I’ve been doing a lot of research on this and while I haven’t attempted an implementation (I just hacked the SDL code to call back into my code), I want to explain where I’m coming from. It does not look like, especially for me, anything but callbacks will work.
There are really 4 message we are looking at (the patch floating around only handles 2 of them, plus memory low.)
applicationWillResignActive
applicationDidEnterBackground
applicationWillEnterForeground
applicationDidBecomeActive
How Apple wants you to handle this is:
applicationWillResignActive - slow down or stop your loops
applicationDidEnterBackground - save your state
NOTE, and this is very important. If you have a tight loop, it will CONTINUE TO RUN during these messages. ResignActive is called first (where you should shut down your loops) and EnterBackground is next, where you have 5 seconds to save your state. After 5 seconds, your code is frozen.
The big problem is you need to deal with your loop. In ResignActive, I’ll need to use a mutex to make sure my loop has completed one trip before I release back to the OS, and before I get EnterBackground. Otherwise, my game will still be generating state and there will be all sorts of havok. Yes, I’m running a tight loop instead of responding to timers, I understand the ins-and-outs of this
The opposite number, EnterForeground and BecomeActive, basically have the same problem in reverse, but should be solved by making sure the loop pauses in the right place.
Even worse, your code is frozen so you can’t poll for events; therefore you will never get the “memory low warnings.” Without a doubt, games are going to be the number one targets of this and iOS will just send a KILL to your app after you do nothing on a memory warning.
As I was looking through this, I also noticed that there is a bizarre bit of code to deal with the terminate message. This is also something that should be in the callback, we’ll just have to know if we write an iOS application to handle quiting in a callback. The same thing applies – need to mutex the loop and then quit.
Now, you CAN get away with this (in a manner) in the queued polling, you’re just asking for a large number or hard to debug crashes in the future.
The original patch is still good. It just needs to add:
applicationDidEnterBackground
applicationWillEnterForeground
applicationWillTerminate
And probably that wacky long jump stuff can go.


### [PROMPT]
Make an exact copy of the records that follow, with each picture omitted.
****************
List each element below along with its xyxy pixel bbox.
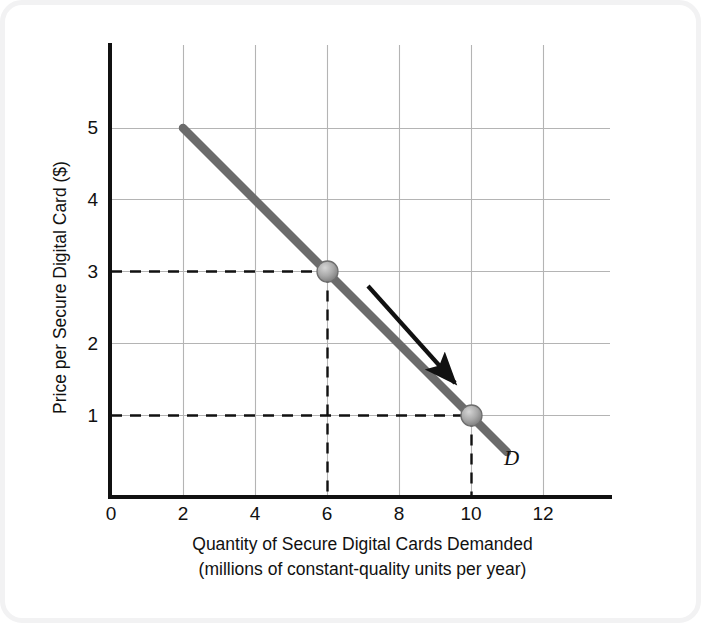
data-point-marker-6-3 (317, 261, 338, 282)
x-axis-title-line2: (millions of constant-quality units per … (110, 557, 615, 582)
x-axis-title-line1: Quantity of Secure Digital Cards Demande… (110, 532, 615, 557)
y-tick-label-5: 5 (72, 117, 98, 139)
y-tick-label-4: 4 (72, 189, 98, 211)
y-tick-label-1: 1 (72, 405, 98, 427)
y-tick-label-3: 3 (72, 261, 98, 283)
x-tick-label-4: 4 (238, 503, 272, 525)
y-axis-title-text: Price per Secure Digital Card ($) (50, 161, 70, 414)
figure-frame: 5 4 3 2 1 0 2 4 6 8 10 12 D Price per Se… (0, 0, 701, 623)
demand-curve (183, 128, 507, 452)
dashed-guide-lines (111, 272, 472, 498)
x-tick-label-0: 0 (94, 503, 128, 525)
data-point-marker-10-1 (461, 405, 482, 426)
movement-along-curve-arrow (368, 286, 455, 383)
x-tick-label-2: 2 (166, 503, 200, 525)
horizontal-gridlines (110, 129, 610, 416)
demand-curve-label: D (504, 446, 519, 471)
x-tick-label-6: 6 (310, 503, 344, 525)
y-tick-label-2: 2 (72, 333, 98, 355)
x-tick-label-12: 12 (526, 503, 560, 525)
y-axis-title: Price per Secure Digital Card ($) (50, 78, 71, 498)
demand-curve-chart (5, 5, 701, 623)
x-tick-label-8: 8 (382, 503, 416, 525)
x-axis-title: Quantity of Secure Digital Cards Demande… (110, 532, 615, 582)
x-tick-label-10: 10 (454, 503, 488, 525)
****************
### [RESPONSE FOR THIS EXERCISE]
List each element below along with its xyxy pixel bbox.
data-point-marker-6-3 (317, 261, 338, 282)
x-axis-title-line2: (millions of constant-quality units per … (110, 557, 615, 582)
x-axis-title-line1: Quantity of Secure Digital Cards Demande… (110, 532, 615, 557)
y-tick-label-5: 5 (72, 117, 98, 139)
y-tick-label-4: 4 (72, 189, 98, 211)
y-tick-label-1: 1 (72, 405, 98, 427)
y-tick-label-3: 3 (72, 261, 98, 283)
x-tick-label-4: 4 (238, 503, 272, 525)
y-axis-title-text: Price per Secure Digital Card ($) (50, 161, 70, 414)
figure-frame: 5 4 3 2 1 0 2 4 6 8 10 12 D Price per Se… (0, 0, 701, 623)
demand-curve (183, 128, 507, 452)
dashed-guide-lines (111, 272, 472, 498)
x-tick-label-0: 0 (94, 503, 128, 525)
data-point-marker-10-1 (461, 405, 482, 426)
movement-along-curve-arrow (368, 286, 455, 383)
x-tick-label-2: 2 (166, 503, 200, 525)
horizontal-gridlines (110, 129, 610, 416)
demand-curve-label: D (504, 446, 519, 471)
x-tick-label-6: 6 (310, 503, 344, 525)
y-tick-label-2: 2 (72, 333, 98, 355)
x-tick-label-12: 12 (526, 503, 560, 525)
y-axis-title: Price per Secure Digital Card ($) (50, 78, 71, 498)
demand-curve-chart (5, 5, 701, 623)
x-tick-label-8: 8 (382, 503, 416, 525)
x-axis-title: Quantity of Secure Digital Cards Demande… (110, 532, 615, 582)
x-tick-label-10: 10 (454, 503, 488, 525)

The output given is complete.